What is worthy of this paper?

Gel ink glistens on the page. The page is waiting, wanting more.
The idea.

A fury of writing. Paper absorbing words, a glistening trail of thought left behind as ideas move forward, a mind empties onto the paper.

Oh, the paper.

Then, like an impatient lover, I must wait for the ink to dry. Eager for the next page, ideas flowing forward, tide unstoppable.

All for this paper, this sensual paper.

Moleskine.

Moleskinerie: On Harriet the Spy and Paying Attention

Moleskinerie, my fave online blog of notes and paper-lust, posted a short quote from Harriet the Spy today.

[NOTE: Original blog removed. But check out this on Harriet the Spy from Kat Patrick – Harriet the Spy helped me come to terms with my queer identity]
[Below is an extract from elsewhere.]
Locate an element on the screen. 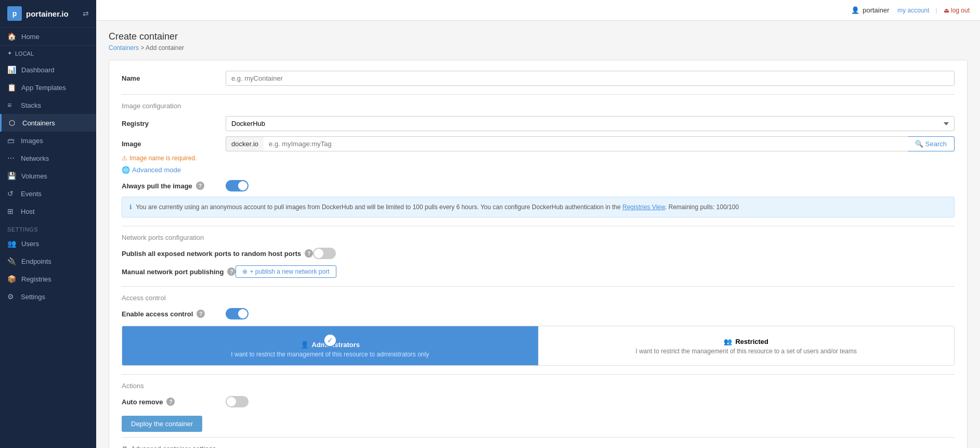 Image resolution: width=980 pixels, height=448 pixels. publish-all-toggle is located at coordinates (324, 253).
This brought back a flood of memories of the sixth grade. That year, I carried around an old, reporter-style notebook and made notes very similar to those that I had seen and read about in this book. Observations. Comments. Vague thoughts.

It is probably from here that I began to understand the power of everyday events to shape people’s lives in a larger way. What does arriving late to school tell me about what happens in the rest of someone’s day? What does it tell me about their life outside of the context I see them in?

From here, I developed a sensitivity to how people’s behaviour is driven by the forces in their life, and what it tells me about what they are thinking.

The most empathetic and insightful people you know aren’t psychic; they are just paying attention.